Lost.

(For the Little Ones.)
HAS the little reader ever been lost? The writer has been on more than one occasion. Perhaps, if the Lord tarries, he may have opportunity of relating each of these occasions to you in succession, for they are several but, as the last month of the old year has arrived, we must wait for the new year to do that. At present, one of these occasions must suffice. It was as follows. The writer, many years ago, lived in the country, a few miles out of London. He had been one day to see his friends in the suburbs of the great city, and, as night closed in, started for his home in Essex. It was a pleasant summer’s night when he set out, the stars were shining, the air was warm and yet refreshing, the sweet smell of numberless flowers came on the evening wind from many a garden, field, and hedgerow as he proceeded on his way; and altogether the walk was most delightful. As he neared his destination, it began to grow late, and, not wishing to keep the people up who were expecting him home, it occurred to him to take what I daresay you have often heard people call “a near cut,” across a wide common. Turning, therefore, off the well-known and pleasant road he had hitherto pursued, he went down a lane which, having high green hedges on either side that shut out the glimmering starlight, he found a very dark-some way. Nevertheless he persevered. He had never been in that lane before, and, although he had no doubt of being in the right direction, he resolved to make quite sure by asking the first person he met. Near the end of the dark lane he had the opportunity he sought. A man was just passing as he approached the wide common which lay stretched in the gloom before him.

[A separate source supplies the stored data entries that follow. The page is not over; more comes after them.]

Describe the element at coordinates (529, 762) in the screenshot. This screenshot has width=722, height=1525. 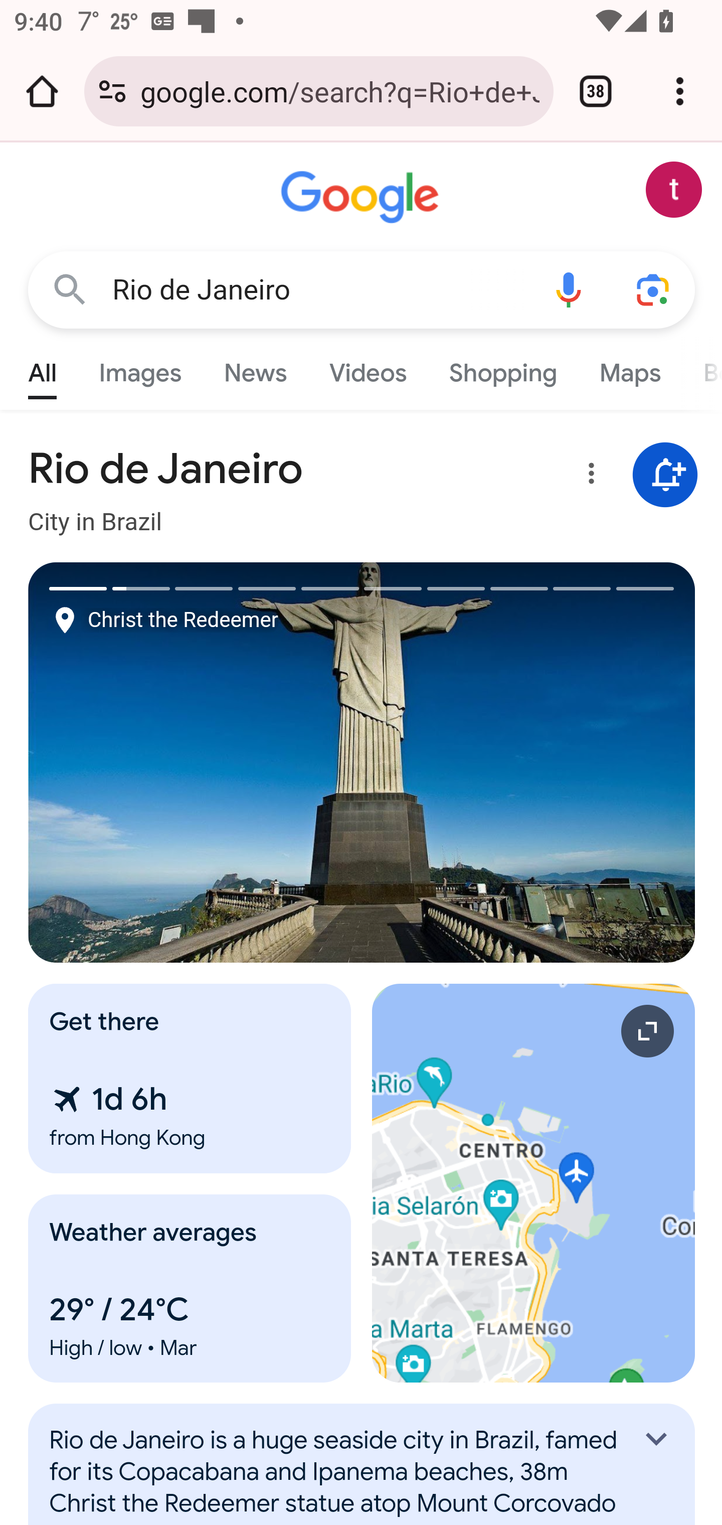
I see `Next image` at that location.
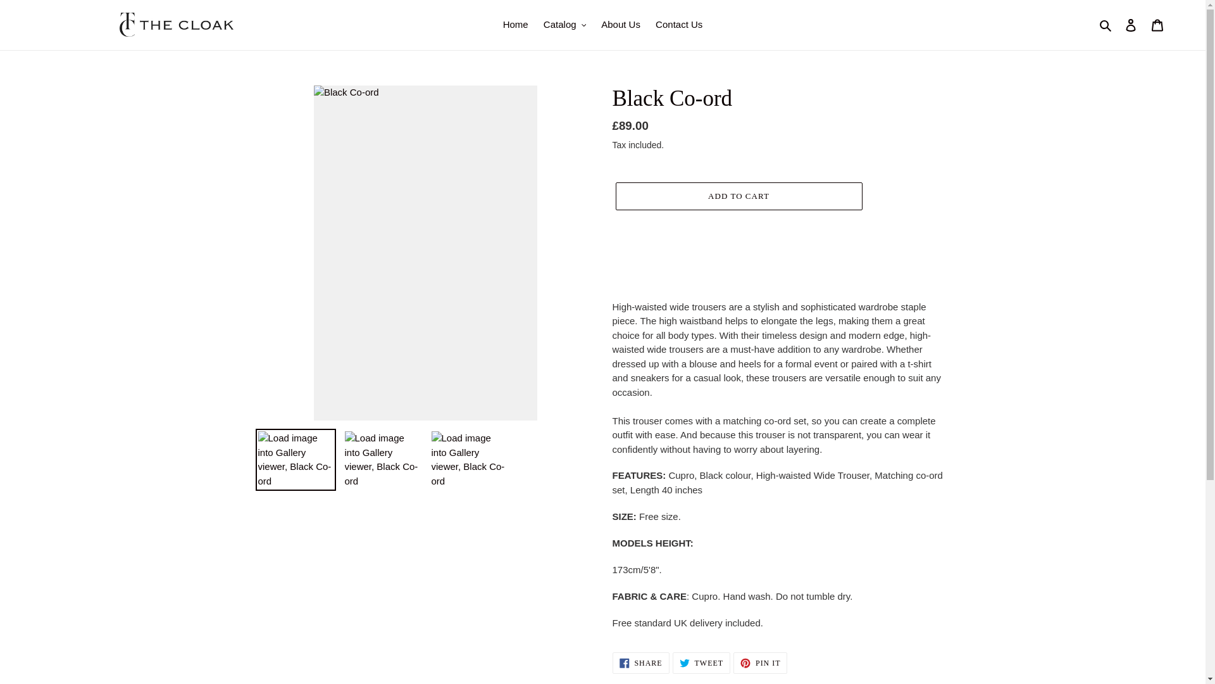  What do you see at coordinates (620, 25) in the screenshot?
I see `About Us` at bounding box center [620, 25].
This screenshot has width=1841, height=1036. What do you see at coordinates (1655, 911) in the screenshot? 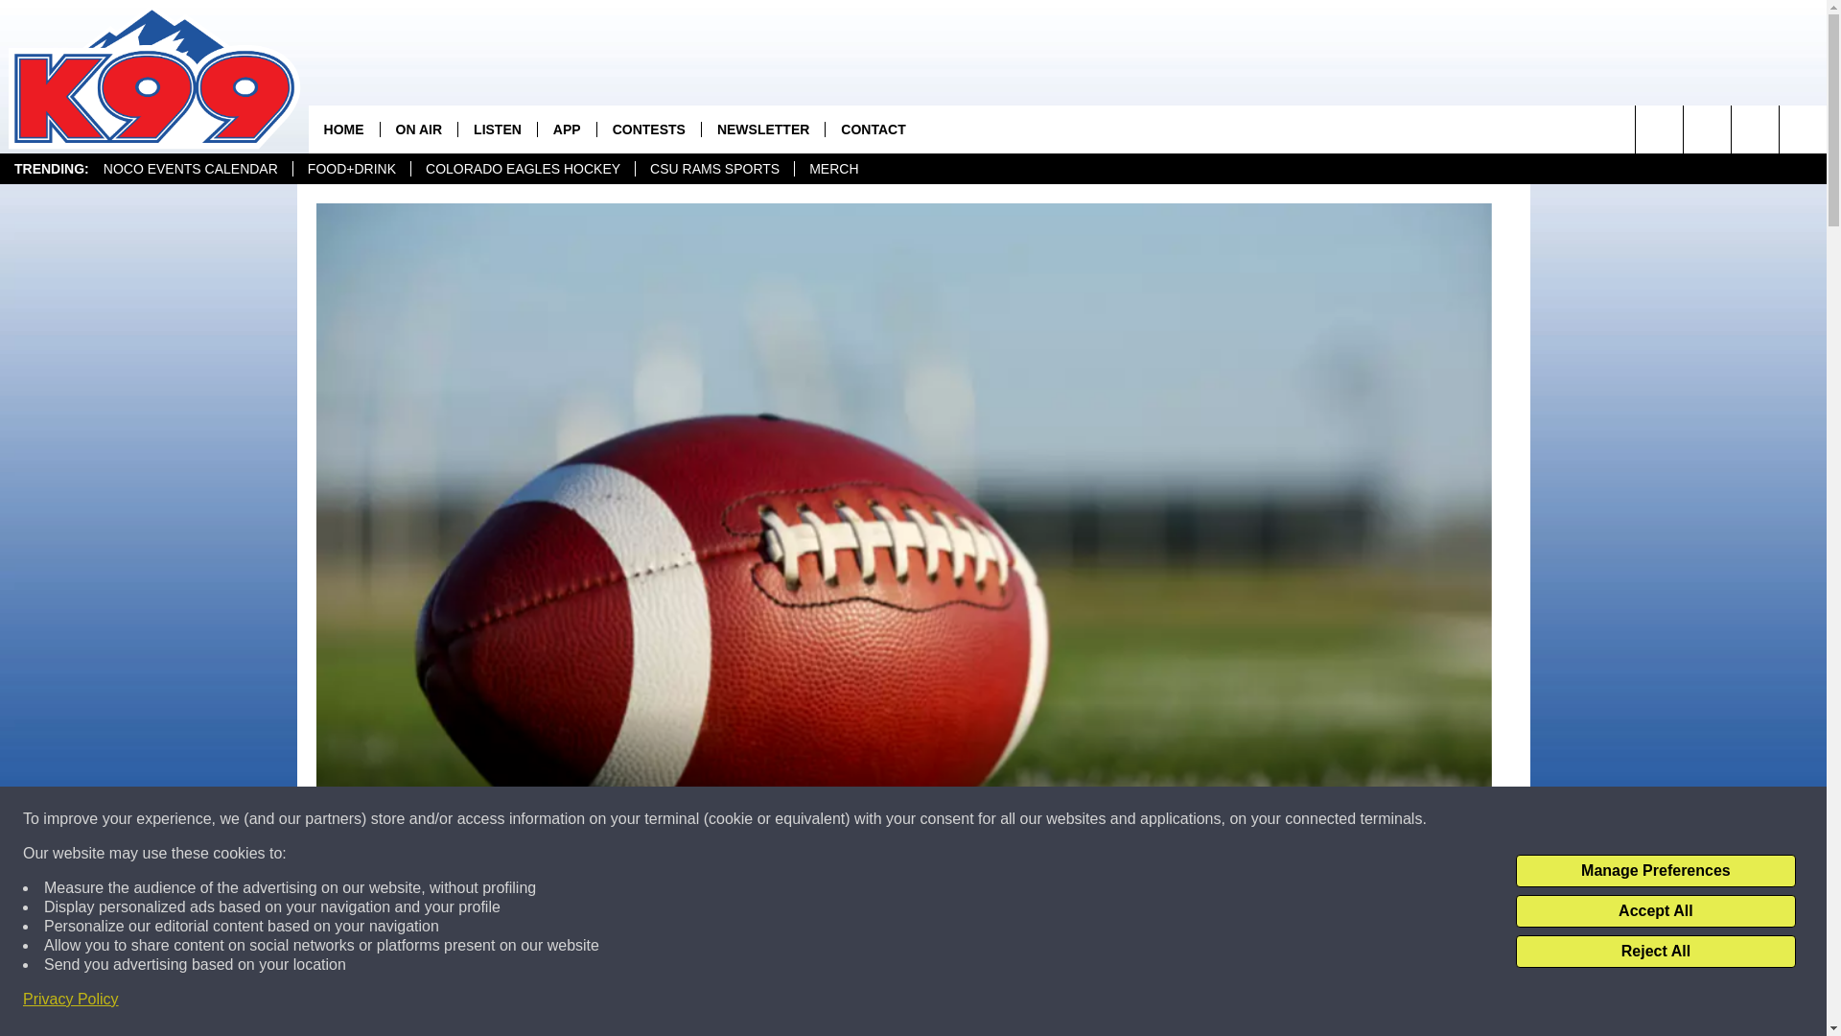
I see `Accept All` at bounding box center [1655, 911].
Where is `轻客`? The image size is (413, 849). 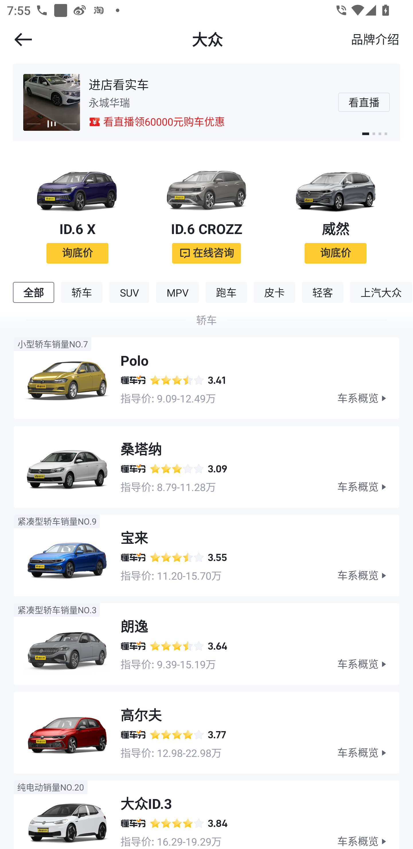 轻客 is located at coordinates (322, 292).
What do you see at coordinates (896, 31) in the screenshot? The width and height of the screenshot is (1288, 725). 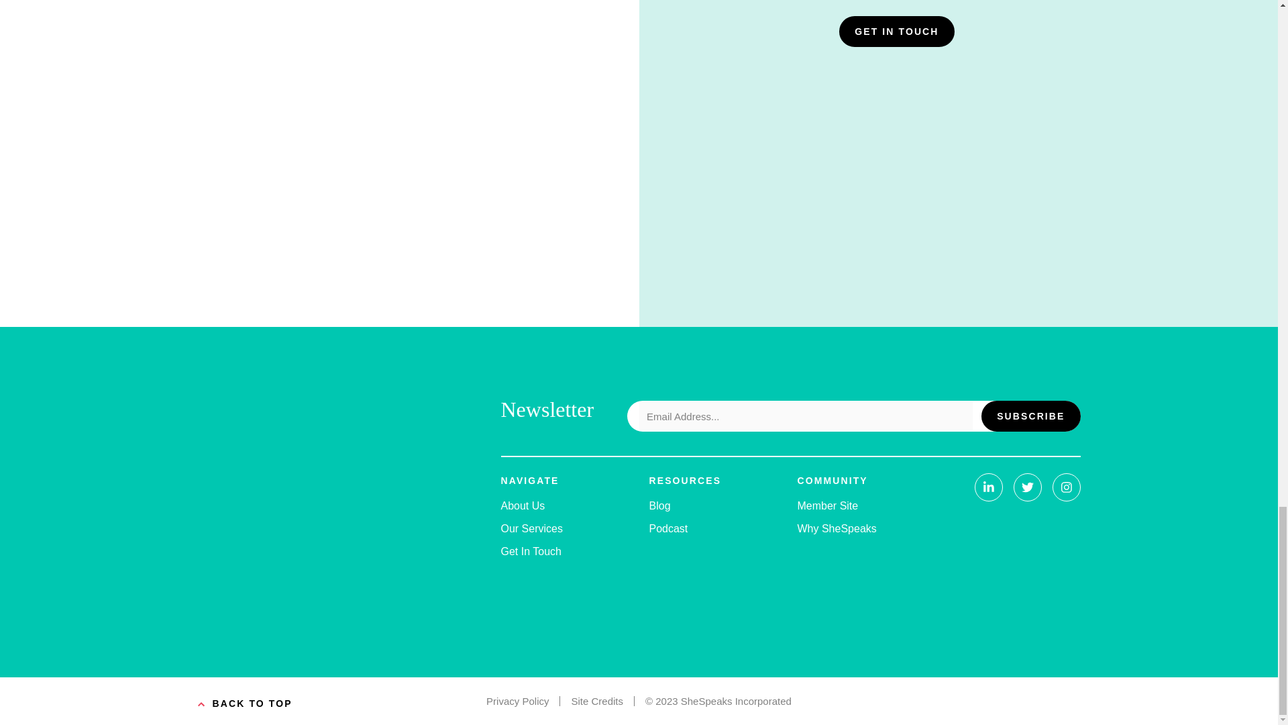 I see `GET IN TOUCH` at bounding box center [896, 31].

“Am I right for such and such a place?” he inquired.
“Quite right,” replied the man. “Keep straight across the common, and don’t turn either one way or the other.” And, accompanying his words with a motion of his hand, he pointed out the exact direction which the inquirer was to take. Thanking him, the latter passed on. The clouds now began to gather across the summer night’s sky, and the starlight was obscured. But, sure of his road, and in haste to reach his destination, the wayfarer passed on. He had gone about half-way across the common at a rapid pace, when suddenly the light of the moon, which had risen shortly before, broke through the cloud-bank which had intercepted it, and fell full upon the path he was so hurriedly treading.
What do you think it revealed to him? A deep gravel-pit right in his way, and into which another step would have hurled him! One step more, and you, little reader, would never have read this paper, simply because it never would have been written. One step more! think of that. How near destruction, yet how utterly unconscious of it One step more, and plunging headlong into the deep gravel-pit, bruised and crushed to death, “the Lost” one would have been killed outright. But the light shining just in time saved him; and, turning instantly from the way he had pursued, he reached his home in safety.
Now, little reader, you know that “God made man upright.” He set him in the pleasant paths of innocency. The sweet smell of Eden’s flowers was all around him; Eden’s joys, Eden’s happiness were his. But, more than all else, the gracious God who had created him and all things, and then, as if to show his love, “planted a garden” for him (was not that kind?), was his God. But Adam transgressed; he turned from the pleasant paths of innocency; he went aside from God; he took the darksome way of disobedience; and ever since, man (you and I, and every one) has been by nature on the pathless common of this world’s ruin. Darkness has settled down upon him he knows not whither he is going his only natural guide, the only guide lie naturally follows, is his own heart, and that points him on the exact road to everlasting destruction; until “the light of the knowledge of the glory of God” breaks upon his darkened understanding, he is going straight to ruin. Little reader, where are you going? If you are following the guiding’s of your own heart, you are in danger. One step more would have hurled the writer into death. One step more, and where may the reader be? Ask your parents. If they are Christians, they will be able to tell you at once whether you are in the way of everlasting life, or in “the paths of death.” If they are not believers, your question, and the awful thought of your danger, may arouse their attention to think of their own. Therefore ask them. “God, who commanded the light to shine out of darkness, hath shined in our hearts, to give the light of the knowledge of the glory of God in the face of Jesus Christ.” Has that light shined in your heart? If not, you are in danger. If not, it is because you have not looked to Jesus Christ. “Look unto me, and be ye saved,” says the Lord. Have you done so? Do you say “I don’t know”? Then you are in darkness; the pit is right in the path you are treading; don’t go on another day, don’t take another step till the Light shines. Do you think the writer would have gone on, if he had known there was a gravel-pit right in his path? No; he would have waited for light. Jesus said, “I am the Light of the world: he that followeth me shall not walk in darkness, but shall have the light of life.”